I think I love this poet. There's so much Iowa. I didn't care much for the first part, but section two and bits of three were phenomenal. I should've figured that a section called "Needlepoint" would resonate.
I slip into your dress. The cuffs close around my wrists.
The collar lies on my chest, a thick vein.
Now I'm in your hats, coats, gloves, each one folding back into my body.
I slip into your blouse, the buttons dissolving, the buttons, black tears.
The threads unravel, crawl into my arms, spin dark
green cocoons. Just beneath my skin, wings are beating.
I was shocked by how much I enjoyed Succession. Swander's verse was in some ways very simple--relatively straightforward vocabulary, largely simple structure--but in other ways she doesn't shy away from density, reaching powerfully into the past and into the small magic of living with real seriousness and with an honest appreciation for the improbable and impossible. You can see it in "Song" which ends "And the moon, rising over your bed, was a host. / And your body was eaten." The words are easy; it's the arrangement that generates the densities of the poems.
The whole book fits together really closely. It's broken into three sections, "Lynch's Window", "This House," and "Let Down the Nets" each of which has its own sort of story and which dovetails nicely with the other two. "Lynch's Window" is probably the most strictly historical, its title poem narrating a 1493 execution and the rest of the section thinking in relation to that in various ways. "This House" is more intimate and familial, and "Let Down the Nets" sort of navigates both of those. It is this section, in poems like "Sea-Woman" and "Succession" where the words most fly off the page, but the earlier sections are also really interesting and effective as we are brought into the rich and somewhat dangerous world as memory where we can find the speaker saying "My body the whole shore by dawn" as the culmination of a communion and family history is written into the global by virtue of how we approach it. I like the way the poems grapple with the imagination as well as with the autobiographical, and in many ways the strongest poems are the ones that didn't leave me feeling like I had acquired any additional information about Swander herself.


* **What is expected**
Scan the data below and work out how many of its lines contain the word "mark". Give only that number.

[Dataset rows about figures]
- - -

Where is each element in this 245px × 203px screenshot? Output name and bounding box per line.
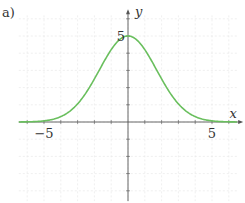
x-tick-label: 5: [208, 126, 216, 141]
x-arrow-icon: [238, 120, 243, 124]
y-axis-label: y: [134, 4, 143, 19]
y-tick-label: 5: [117, 29, 125, 44]
x-axis-label: x: [230, 106, 238, 121]
y-arrow-icon: [126, 9, 130, 14]
gaussian-chart: −555xy: [0, 0, 245, 203]
x-tick-label: −5: [34, 126, 53, 141]
axes: [19, 9, 243, 201]
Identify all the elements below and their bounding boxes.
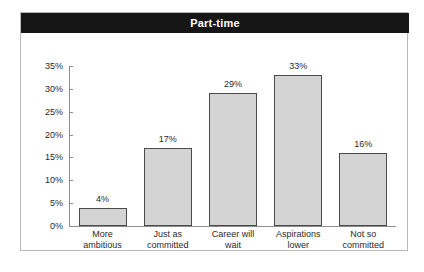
x-axis-category-label: Career willwait bbox=[200, 229, 265, 252]
x-axis-category-label-line: Just as bbox=[135, 229, 200, 240]
bar[interactable] bbox=[209, 93, 257, 226]
x-axis-category-label-line: More bbox=[70, 229, 135, 240]
bar-value-label: 33% bbox=[266, 62, 331, 71]
x-axis-category-label: Just ascommitted bbox=[135, 229, 200, 252]
bar-slot: 16% bbox=[331, 66, 396, 226]
y-axis-tick-label: 30% bbox=[45, 84, 63, 93]
y-axis-tick-labels: 0%5%10%15%20%25%30%35% bbox=[27, 33, 63, 251]
bar[interactable] bbox=[144, 148, 192, 226]
x-axis-category-labels: MoreambitiousJust ascommittedCareer will… bbox=[70, 229, 396, 252]
x-axis-category-label-line: committed bbox=[331, 240, 396, 251]
y-axis-tick-label: 25% bbox=[45, 107, 63, 116]
y-axis-tick-label: 5% bbox=[50, 199, 63, 208]
y-axis-tick-label: 10% bbox=[45, 176, 63, 185]
bar-value-label: 29% bbox=[200, 80, 265, 89]
y-axis-tick-mark bbox=[69, 135, 73, 136]
bar-value-label: 17% bbox=[135, 135, 200, 144]
y-axis-tick-label: 0% bbox=[50, 222, 63, 231]
chart-title-band: Part-time bbox=[21, 13, 409, 33]
y-axis-tick-label: 15% bbox=[45, 153, 63, 162]
y-axis-tick-mark bbox=[69, 112, 73, 113]
x-axis-category-label-line: wait bbox=[200, 240, 265, 251]
y-axis-tick-label: 20% bbox=[45, 130, 63, 139]
y-axis-tick-mark bbox=[69, 180, 73, 181]
x-axis-category-label-line: committed bbox=[135, 240, 200, 251]
bar-series: 4%17%29%33%16% bbox=[70, 66, 396, 226]
x-axis-category-label-line: Not so bbox=[331, 229, 396, 240]
x-axis-category-label: Not socommitted bbox=[331, 229, 396, 252]
y-axis-tick-mark bbox=[69, 89, 73, 90]
plot-area: 0%5%10%15%20%25%30%35% 4%17%29%33%16% Mo… bbox=[21, 33, 409, 251]
x-axis-category-label-line: Aspirations bbox=[266, 229, 331, 240]
y-axis-tick-mark bbox=[69, 66, 73, 67]
chart-title: Part-time bbox=[190, 18, 239, 29]
chart-figure: Part-time 0%5%10%15%20%25%30%35% 4%17%29… bbox=[20, 12, 408, 251]
x-axis-category-label-line: Career will bbox=[200, 229, 265, 240]
x-axis-category-label: Aspirationslower bbox=[266, 229, 331, 252]
x-axis-line bbox=[69, 226, 396, 227]
bar[interactable] bbox=[339, 153, 387, 226]
x-axis-category-label-line: ambitious bbox=[70, 240, 135, 251]
x-axis-category-label-line: lower bbox=[266, 240, 331, 251]
bar[interactable] bbox=[274, 75, 322, 226]
bar-slot: 4% bbox=[70, 66, 135, 226]
bar-value-label: 16% bbox=[331, 140, 396, 149]
y-axis-tick-label: 35% bbox=[45, 62, 63, 71]
bar[interactable] bbox=[79, 208, 127, 226]
bar-value-label: 4% bbox=[70, 195, 135, 204]
y-axis-tick-mark bbox=[69, 157, 73, 158]
bar-slot: 17% bbox=[135, 66, 200, 226]
bar-slot: 29% bbox=[200, 66, 265, 226]
y-axis-tick-mark bbox=[69, 203, 73, 204]
x-axis-category-label: Moreambitious bbox=[70, 229, 135, 252]
y-axis-tick-mark bbox=[69, 226, 73, 227]
bar-slot: 33% bbox=[266, 66, 331, 226]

- - -

* **Response to this task**
8